Vintage Telephone Poems

Florence_Ripley_Mastin_image

From the Telephone 
by Florence Ripley Mastin (1922)

Out of the dark cup
Your voice broke like a flower.
It trembled, swaying on its taut stem.
The caress in its touch
Made my eyes close.

Eletelephony 
by Laura Elizabeth Richards (1932)

Once there was an elephant,
Who tried to use the telephant—
No! No! I mean an elephone
Who tried to use the telephone—
(Dear me!

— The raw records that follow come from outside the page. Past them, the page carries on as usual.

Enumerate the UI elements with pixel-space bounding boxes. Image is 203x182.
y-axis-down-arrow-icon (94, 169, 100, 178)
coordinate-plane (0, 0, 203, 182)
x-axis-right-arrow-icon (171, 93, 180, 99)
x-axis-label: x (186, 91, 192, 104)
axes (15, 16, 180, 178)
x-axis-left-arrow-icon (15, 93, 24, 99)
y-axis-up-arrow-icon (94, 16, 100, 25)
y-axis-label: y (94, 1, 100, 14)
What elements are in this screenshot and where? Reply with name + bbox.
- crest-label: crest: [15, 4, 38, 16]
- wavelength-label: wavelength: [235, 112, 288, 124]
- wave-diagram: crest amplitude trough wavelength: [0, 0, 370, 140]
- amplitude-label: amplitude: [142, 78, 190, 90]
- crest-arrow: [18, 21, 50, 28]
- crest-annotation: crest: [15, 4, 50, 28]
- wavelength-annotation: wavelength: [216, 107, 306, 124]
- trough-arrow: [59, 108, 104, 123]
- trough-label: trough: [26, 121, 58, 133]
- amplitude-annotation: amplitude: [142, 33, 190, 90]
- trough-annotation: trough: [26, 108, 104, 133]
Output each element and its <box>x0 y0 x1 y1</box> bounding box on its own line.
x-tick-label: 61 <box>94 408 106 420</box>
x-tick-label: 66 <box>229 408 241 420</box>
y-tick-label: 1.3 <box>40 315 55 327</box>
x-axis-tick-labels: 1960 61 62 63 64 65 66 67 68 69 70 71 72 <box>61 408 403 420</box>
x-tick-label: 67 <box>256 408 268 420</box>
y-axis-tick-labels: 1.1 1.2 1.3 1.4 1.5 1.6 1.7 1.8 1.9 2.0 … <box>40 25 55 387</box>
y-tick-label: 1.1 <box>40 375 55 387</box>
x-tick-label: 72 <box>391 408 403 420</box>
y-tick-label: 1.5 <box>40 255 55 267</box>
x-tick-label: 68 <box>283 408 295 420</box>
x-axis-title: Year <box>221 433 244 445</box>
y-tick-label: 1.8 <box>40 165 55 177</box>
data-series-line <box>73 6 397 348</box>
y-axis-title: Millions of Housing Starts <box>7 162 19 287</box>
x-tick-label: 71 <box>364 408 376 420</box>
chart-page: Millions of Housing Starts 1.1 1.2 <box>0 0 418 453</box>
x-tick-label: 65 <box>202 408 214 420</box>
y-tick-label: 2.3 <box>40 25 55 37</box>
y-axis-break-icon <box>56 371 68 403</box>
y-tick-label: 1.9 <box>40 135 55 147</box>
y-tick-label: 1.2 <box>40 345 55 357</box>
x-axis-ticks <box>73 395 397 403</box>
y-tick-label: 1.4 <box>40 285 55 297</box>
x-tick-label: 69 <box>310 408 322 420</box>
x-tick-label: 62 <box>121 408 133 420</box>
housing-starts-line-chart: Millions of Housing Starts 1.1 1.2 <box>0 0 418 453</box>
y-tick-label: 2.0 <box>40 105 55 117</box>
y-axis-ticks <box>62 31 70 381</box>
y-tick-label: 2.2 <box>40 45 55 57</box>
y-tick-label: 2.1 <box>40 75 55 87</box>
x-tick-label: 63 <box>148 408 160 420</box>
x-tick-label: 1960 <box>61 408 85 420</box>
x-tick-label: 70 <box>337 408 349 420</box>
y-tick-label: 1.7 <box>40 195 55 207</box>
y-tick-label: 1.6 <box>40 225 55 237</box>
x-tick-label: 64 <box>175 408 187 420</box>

I am not certain quite
That even now I’ve got it right.)
Howe’er it was, he got his trunk
Entangled in the telephunk;
The more he tried to get it free,
The louder buzzed the telephee—
(I fear I’d better drop the song
Of elephop and telephong!)

 

Photograph of Florence Ripley Mastin via Poetry Foundation. 

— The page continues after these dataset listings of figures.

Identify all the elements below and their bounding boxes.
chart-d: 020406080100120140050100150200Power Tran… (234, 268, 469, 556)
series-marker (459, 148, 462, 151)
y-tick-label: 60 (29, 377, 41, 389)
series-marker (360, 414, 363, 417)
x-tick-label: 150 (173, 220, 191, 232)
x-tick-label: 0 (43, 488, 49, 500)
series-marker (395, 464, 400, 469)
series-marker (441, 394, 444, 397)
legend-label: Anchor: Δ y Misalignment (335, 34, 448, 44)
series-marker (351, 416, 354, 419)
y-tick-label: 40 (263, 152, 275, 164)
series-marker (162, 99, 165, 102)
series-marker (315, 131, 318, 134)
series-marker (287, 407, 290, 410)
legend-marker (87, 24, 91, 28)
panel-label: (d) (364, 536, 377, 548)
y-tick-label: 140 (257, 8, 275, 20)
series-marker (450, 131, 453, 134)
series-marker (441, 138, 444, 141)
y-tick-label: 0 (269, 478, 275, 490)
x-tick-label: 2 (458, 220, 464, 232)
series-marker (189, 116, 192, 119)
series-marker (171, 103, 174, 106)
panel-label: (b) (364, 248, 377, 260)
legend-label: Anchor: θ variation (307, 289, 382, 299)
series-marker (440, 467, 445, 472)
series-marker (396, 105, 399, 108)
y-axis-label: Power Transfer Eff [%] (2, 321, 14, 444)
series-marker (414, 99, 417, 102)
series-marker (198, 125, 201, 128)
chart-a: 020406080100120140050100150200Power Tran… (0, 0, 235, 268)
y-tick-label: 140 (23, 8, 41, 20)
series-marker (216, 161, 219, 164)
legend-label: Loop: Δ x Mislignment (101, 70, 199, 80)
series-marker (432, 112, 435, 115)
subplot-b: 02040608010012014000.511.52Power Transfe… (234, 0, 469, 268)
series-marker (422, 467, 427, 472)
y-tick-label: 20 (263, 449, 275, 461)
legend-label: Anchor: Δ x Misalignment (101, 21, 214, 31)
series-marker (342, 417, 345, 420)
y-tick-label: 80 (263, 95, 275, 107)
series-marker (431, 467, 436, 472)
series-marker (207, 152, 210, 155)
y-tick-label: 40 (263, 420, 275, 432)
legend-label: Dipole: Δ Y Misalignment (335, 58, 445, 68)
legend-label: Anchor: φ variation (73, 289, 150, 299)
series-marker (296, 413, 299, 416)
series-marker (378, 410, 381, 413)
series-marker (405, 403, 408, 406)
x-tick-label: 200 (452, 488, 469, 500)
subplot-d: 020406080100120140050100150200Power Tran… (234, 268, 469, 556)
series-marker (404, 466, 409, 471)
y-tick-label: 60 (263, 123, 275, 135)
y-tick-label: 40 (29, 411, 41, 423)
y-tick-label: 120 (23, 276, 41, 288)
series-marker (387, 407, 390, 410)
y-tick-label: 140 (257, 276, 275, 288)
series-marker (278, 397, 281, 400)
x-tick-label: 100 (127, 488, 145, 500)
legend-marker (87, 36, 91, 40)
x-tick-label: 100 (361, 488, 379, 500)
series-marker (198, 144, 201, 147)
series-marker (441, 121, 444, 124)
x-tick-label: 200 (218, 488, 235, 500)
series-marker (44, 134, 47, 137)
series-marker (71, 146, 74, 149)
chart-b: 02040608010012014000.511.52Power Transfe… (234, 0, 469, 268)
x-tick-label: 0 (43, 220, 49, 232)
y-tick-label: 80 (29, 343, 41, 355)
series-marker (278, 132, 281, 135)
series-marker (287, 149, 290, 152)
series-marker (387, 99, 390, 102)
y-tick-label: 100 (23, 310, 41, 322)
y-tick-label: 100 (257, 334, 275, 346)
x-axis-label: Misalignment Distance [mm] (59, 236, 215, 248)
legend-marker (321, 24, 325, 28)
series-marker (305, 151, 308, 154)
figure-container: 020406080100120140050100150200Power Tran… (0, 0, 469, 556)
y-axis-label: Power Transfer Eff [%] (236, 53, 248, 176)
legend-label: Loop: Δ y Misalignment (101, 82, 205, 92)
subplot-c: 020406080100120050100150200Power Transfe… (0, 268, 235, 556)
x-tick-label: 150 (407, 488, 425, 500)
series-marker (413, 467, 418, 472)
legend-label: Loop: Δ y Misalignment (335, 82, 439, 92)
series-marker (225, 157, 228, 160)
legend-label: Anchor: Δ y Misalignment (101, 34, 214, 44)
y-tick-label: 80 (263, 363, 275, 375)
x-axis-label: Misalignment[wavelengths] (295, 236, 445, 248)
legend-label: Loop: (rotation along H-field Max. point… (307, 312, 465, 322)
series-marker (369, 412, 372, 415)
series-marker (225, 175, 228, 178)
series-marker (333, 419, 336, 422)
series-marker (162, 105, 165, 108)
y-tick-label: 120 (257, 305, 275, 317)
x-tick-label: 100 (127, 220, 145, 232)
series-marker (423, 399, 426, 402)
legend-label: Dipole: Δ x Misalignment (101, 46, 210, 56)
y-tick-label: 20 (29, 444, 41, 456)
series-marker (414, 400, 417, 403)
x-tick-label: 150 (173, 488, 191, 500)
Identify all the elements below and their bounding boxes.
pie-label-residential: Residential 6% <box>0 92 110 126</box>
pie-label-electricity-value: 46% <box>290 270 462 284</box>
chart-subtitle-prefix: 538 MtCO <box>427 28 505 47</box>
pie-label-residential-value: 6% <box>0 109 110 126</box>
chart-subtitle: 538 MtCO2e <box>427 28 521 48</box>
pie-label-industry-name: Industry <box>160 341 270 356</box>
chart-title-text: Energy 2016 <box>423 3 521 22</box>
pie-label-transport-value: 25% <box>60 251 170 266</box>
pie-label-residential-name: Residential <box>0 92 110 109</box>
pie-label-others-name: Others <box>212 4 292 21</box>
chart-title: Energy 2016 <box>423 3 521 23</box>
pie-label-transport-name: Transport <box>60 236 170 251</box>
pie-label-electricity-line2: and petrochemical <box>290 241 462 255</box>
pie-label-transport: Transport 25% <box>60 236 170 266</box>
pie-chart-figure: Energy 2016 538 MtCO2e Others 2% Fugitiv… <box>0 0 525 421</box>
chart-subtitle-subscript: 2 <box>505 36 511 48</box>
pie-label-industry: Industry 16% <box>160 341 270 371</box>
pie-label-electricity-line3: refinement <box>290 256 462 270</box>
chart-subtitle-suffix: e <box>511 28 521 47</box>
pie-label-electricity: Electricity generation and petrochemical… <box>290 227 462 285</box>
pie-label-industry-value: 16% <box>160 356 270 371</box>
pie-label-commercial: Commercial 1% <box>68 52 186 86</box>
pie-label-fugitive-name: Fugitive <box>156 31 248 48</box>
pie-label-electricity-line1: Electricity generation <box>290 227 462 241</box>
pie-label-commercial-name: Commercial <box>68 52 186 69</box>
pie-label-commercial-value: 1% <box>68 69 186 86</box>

#MeToo: Draupadi by Amy Baskin

Draupadi_humiliated_RRV

Draupadi
—Heroine of the Hindu epic

let’s get this deed done right
that night he grips you with rough cold hands

that hold no heat of love
you haven’t served me well at all

takes a swig from a skin flask
stored in the folds of his dhoti

applies ointment to himself
a farmer priming a pump

oiling his plow a thousand times over
when Kauravas want to shame you

they try to pull off your clothes
tug at your very fabric yet

more silk appears
they cannot strip you of your dignity

clothe your mind in layers
too opaque for them to see through

let them leave with their bags of dice and flasks
let it be your little secret

when your eye turns eggplant purple
and you reek of sex and mangoes

say he was fumbling with a pillow
it was a new moon

say he couldn’t see in the dark
tell it over and over again

you choose your truth
filter each story through cloth into clay pots

that makes them potable
even sweet

 

 

Amy Baskin’s work is featured in Every Pigeon, apt, What Rough Beast, Riddled with Arrows, Fire Poetry Journal, The Ghazal Page, and more. She’s a 2016 Willamette Writers Kay Snow Poetry award recipient for her poem, About Face. She’s worked on revision with Paulann Petersen and Renee Watson of I, Too Collective, and participates in generative groups hosted by Allison Joseph and Jenn Givhan.

 

Painting Draupadi Humiliated by Raja Ravi Varma.

Return by Robert Golden

Canandaigua Lake at night:
lights of summer homes,
pinpoints in the dark–cave fires–
occasional motor boat,
distant laughs of parties.
underneath, whispering:
plash of an oar slicing
water, the birch bark canoe
gliding, wounded rider headed
south, pushed by wind
past Sullivan’s* burning villages,
lonely whining dogs.

Thruway headed west at night,
bugs splattering his windshield
Day-Glo reds and yellows.
He jerks, startled:
road kill, humps of fur,
bloodied bodies heave,
slowly reforming,
slinking into the woods,
dark bosom.
90 miles to Buffalo.

At his old home
his long-dead father, short-sleeved, trim
white shirt, his still-red hair,
appears in the yard,
just asks: What’s up?
Beside, his dead mother stares,
insane grey eyes full of pleading.
He stares back: quizzical, smiling.
A child, awake to feel
dawn’s wet grass.

*In 1779, American Revolutionary War Major General John Sullivan led an expedition to Central New York that destroyed 40 villages of Iroquois tribes allied with the British.

 

 

Robert Golden’s poetry has appeared in such journals as California State Poetry Quarterly, Exquisite Corpse, The Eclectic Muse, and Lake Effect. In 2016 his poem, The Call, was set to original music and performed by a professional actor in a podcast by Music for Prose. He also writes nonfiction and has a blog, micromanagedblues.com, where he writes occasionally on the contemporary work environment. He is a resident of New Bern, North Carolina and the Vice-President of Carteret Writers.